The biggest realization I’ve had is how impossible this perspective would be to have come about independently tomorrow when the markets are open. Last Thursday the markets were down around 10% in a single day and everyone thought the world was ending. Friday we were back up about 10% by the close and the relief was palpable. But how much really changed in those 24 hours? I’m doubtful that the global economy was 10% different between Thursday afternoon and Friday afternoon. Could be. Probably not. Regardless, we have no chance to be completely calm and rational on a day like Thursday or Friday. Watching these huge numbers swing in the markets every day is an incredible tax on our mental/emotional resources. It is exhausting, full stop.

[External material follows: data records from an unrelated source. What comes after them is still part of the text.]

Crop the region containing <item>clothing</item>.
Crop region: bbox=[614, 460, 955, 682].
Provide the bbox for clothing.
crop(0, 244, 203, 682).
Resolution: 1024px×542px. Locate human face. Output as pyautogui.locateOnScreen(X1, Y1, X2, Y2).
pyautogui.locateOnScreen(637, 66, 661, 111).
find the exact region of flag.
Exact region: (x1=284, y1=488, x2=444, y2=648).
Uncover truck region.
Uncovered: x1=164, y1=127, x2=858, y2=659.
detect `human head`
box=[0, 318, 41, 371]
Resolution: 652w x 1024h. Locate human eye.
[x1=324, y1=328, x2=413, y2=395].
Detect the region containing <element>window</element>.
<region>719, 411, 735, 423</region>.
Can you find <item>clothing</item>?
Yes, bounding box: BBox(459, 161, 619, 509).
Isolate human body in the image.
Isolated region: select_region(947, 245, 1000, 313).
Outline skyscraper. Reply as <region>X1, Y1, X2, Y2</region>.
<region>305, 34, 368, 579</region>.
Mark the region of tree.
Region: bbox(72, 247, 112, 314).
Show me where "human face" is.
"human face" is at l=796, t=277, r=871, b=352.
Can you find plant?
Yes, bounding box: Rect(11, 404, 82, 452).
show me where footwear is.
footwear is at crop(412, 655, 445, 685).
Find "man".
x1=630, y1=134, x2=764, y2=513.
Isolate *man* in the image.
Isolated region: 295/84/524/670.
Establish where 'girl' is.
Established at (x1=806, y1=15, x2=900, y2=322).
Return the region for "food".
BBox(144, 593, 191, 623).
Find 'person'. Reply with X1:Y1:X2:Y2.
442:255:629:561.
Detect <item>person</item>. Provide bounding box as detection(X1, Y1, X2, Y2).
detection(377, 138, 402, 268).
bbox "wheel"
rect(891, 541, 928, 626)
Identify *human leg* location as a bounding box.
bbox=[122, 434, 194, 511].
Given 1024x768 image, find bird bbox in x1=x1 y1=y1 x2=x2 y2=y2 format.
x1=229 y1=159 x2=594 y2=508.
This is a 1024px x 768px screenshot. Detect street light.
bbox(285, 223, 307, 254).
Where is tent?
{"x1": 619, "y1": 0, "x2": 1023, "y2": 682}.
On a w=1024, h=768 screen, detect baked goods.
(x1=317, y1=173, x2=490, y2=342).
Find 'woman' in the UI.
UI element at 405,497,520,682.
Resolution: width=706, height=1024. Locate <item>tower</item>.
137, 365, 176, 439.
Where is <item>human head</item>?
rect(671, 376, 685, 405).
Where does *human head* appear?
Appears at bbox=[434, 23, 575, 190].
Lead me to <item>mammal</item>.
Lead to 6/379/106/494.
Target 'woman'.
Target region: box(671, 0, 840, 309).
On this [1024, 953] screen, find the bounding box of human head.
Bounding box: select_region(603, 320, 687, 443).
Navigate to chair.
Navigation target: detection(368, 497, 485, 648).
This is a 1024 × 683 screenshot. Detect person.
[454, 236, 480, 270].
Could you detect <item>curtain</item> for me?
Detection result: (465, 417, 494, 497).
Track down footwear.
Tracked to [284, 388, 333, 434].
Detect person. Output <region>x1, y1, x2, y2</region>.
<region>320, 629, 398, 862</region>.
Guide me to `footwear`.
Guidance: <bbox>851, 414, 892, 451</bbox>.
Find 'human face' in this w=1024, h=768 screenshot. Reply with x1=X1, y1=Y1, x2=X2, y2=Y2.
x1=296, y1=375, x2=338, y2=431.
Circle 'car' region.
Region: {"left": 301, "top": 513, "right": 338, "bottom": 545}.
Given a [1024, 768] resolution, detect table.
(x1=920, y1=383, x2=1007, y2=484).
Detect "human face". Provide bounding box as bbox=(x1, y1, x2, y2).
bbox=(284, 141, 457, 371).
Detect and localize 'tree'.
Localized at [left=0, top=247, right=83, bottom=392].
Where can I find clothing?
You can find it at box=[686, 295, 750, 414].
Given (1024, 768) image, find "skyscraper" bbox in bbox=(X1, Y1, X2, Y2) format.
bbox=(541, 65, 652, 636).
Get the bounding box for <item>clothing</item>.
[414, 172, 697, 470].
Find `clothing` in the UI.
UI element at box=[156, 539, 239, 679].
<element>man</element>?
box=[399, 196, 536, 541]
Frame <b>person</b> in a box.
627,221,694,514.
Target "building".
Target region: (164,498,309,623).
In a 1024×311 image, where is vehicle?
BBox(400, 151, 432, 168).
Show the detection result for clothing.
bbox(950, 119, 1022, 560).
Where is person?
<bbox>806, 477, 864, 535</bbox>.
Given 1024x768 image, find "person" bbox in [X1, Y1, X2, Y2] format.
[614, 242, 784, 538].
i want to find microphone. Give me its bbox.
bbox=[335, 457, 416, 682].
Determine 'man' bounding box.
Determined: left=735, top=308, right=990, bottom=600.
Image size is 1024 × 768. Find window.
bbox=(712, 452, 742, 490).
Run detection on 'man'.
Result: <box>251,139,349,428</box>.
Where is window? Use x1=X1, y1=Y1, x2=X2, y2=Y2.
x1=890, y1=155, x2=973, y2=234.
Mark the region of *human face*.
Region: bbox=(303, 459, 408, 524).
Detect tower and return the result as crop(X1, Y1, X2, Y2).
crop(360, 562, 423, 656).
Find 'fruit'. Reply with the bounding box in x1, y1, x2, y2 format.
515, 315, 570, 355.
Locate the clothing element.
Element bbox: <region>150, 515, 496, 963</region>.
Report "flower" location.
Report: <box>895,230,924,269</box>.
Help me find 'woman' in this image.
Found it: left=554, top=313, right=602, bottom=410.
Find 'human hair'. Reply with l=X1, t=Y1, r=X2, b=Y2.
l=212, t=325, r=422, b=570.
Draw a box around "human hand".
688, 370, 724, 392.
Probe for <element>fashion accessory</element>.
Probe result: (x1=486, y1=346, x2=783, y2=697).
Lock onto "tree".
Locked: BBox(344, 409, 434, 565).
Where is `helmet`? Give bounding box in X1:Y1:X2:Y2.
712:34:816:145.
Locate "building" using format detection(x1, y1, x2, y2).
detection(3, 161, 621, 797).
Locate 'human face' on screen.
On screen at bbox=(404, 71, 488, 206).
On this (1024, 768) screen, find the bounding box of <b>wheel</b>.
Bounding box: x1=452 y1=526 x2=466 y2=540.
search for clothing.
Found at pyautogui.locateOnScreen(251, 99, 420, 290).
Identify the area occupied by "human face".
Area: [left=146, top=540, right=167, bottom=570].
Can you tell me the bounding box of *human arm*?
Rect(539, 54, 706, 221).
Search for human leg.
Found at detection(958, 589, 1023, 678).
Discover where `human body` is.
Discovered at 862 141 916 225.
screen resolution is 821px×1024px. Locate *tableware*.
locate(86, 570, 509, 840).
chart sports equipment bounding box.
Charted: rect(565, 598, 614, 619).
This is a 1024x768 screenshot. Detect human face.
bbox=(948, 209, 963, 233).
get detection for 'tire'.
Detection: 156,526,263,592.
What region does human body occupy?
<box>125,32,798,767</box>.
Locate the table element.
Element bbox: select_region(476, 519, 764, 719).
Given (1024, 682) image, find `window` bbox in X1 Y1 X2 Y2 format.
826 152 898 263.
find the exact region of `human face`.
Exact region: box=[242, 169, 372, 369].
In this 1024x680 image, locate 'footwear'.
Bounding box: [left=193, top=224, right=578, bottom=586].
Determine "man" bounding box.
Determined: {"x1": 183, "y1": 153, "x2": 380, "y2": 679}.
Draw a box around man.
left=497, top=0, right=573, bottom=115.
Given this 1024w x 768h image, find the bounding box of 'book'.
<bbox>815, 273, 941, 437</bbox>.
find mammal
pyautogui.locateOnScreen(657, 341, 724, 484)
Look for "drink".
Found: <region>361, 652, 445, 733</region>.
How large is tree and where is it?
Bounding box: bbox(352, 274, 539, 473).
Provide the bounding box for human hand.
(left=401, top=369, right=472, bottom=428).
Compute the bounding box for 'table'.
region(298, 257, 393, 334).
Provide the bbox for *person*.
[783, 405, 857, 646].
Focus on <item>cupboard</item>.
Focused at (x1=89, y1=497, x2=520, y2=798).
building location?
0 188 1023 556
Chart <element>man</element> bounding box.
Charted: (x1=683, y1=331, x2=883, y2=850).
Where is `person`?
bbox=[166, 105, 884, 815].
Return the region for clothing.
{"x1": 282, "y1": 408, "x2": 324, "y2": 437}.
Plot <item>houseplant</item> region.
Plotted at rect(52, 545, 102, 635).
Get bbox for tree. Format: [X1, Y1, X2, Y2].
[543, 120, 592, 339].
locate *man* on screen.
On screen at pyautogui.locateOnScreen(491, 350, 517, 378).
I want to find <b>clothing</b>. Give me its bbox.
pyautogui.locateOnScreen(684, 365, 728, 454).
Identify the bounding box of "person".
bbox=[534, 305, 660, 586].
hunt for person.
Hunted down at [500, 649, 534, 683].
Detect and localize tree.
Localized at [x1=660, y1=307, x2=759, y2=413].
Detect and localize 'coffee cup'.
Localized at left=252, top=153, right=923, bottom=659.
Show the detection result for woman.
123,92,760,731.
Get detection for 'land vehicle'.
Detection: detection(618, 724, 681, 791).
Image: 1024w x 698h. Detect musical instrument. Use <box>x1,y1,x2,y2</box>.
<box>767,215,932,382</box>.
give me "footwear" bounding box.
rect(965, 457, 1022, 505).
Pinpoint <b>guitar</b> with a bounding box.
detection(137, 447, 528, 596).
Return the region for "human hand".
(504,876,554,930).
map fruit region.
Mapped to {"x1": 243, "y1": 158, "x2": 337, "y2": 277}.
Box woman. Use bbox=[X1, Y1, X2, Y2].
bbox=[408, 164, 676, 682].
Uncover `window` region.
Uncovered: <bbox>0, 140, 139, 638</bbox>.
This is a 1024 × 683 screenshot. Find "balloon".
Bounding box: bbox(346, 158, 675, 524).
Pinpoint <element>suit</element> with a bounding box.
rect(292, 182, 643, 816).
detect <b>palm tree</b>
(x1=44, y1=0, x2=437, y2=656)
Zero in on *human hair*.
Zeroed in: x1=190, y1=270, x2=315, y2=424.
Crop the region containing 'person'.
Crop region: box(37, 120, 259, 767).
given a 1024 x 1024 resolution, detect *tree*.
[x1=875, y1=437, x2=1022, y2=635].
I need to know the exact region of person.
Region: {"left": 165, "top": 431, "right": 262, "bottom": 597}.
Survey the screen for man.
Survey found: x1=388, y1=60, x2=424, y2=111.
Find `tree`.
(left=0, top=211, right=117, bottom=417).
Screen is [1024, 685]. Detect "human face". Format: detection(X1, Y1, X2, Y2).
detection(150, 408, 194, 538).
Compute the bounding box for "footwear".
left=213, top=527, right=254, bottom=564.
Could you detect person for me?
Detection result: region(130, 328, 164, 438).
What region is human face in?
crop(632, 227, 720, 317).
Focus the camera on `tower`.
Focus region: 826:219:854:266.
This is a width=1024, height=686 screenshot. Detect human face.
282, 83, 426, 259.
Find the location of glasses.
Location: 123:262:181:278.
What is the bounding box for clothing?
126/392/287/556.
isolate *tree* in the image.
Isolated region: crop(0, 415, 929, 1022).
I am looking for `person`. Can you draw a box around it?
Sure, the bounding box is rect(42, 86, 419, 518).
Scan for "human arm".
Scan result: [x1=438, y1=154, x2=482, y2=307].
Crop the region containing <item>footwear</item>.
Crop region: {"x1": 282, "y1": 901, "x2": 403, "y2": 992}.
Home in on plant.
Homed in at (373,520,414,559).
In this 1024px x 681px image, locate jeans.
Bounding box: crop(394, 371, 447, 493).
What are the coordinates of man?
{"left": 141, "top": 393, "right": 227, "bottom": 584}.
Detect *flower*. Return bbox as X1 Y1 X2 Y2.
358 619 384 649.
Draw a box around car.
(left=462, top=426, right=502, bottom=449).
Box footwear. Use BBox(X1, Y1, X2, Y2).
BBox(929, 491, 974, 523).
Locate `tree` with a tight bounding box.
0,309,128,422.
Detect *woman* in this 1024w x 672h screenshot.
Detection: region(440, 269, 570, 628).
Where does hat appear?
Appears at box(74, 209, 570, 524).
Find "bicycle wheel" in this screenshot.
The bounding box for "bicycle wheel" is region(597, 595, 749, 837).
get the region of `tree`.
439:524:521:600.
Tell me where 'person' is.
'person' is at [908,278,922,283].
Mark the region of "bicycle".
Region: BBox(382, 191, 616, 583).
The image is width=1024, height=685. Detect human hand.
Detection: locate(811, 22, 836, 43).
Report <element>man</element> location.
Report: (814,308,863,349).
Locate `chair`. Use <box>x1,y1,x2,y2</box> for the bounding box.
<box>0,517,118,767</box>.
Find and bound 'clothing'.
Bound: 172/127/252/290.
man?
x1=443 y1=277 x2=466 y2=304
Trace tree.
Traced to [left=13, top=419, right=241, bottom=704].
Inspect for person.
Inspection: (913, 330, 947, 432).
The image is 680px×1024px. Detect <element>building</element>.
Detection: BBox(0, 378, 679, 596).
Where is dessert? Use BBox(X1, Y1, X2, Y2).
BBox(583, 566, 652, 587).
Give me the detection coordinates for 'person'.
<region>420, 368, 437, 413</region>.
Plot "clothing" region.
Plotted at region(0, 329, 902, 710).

My wife and I were talking today about the sense of decision fatigue we have surrounding every activity right now. Should we take the kids to Dairy Queen or not? Let the neighbor kids come over to play or not? Go on spring break or not? Take the oldest to her orthodontist appointment this week or not? We are fumbling in the dark trying to make the most reasonable/appropriate/responsible decisions all day.

I am honestly quite grateful that I have a simple investment philosophy. Invest on a regular basis. Let the portfolio’s allocation determine where new money gets invested. Take tax losses where available (and when markets aren’t swinging 10% every day). I have a playbook for the portfolio. I don’t have a playbook for making personal/relationship/family/social decisions during a flu pandemic.

It’s enough to be making up such a big part of my life as it comes at me. I don’t need to be making it up as I go for investing. I’ve talked before about how impossible it is to make decisions in the heat of the moment. We don’t function well in a heightened emotional state. Do yourself a favor: if you have any decisions that you might think you need to make about your investment portfolio, do it before the markets open tomorrow. Or better yet, take a 24-hour hiatus from news, markets, noise, social media, commentary, opinions, speculations, prognostications and give yourself some space. Then make a decision as needed.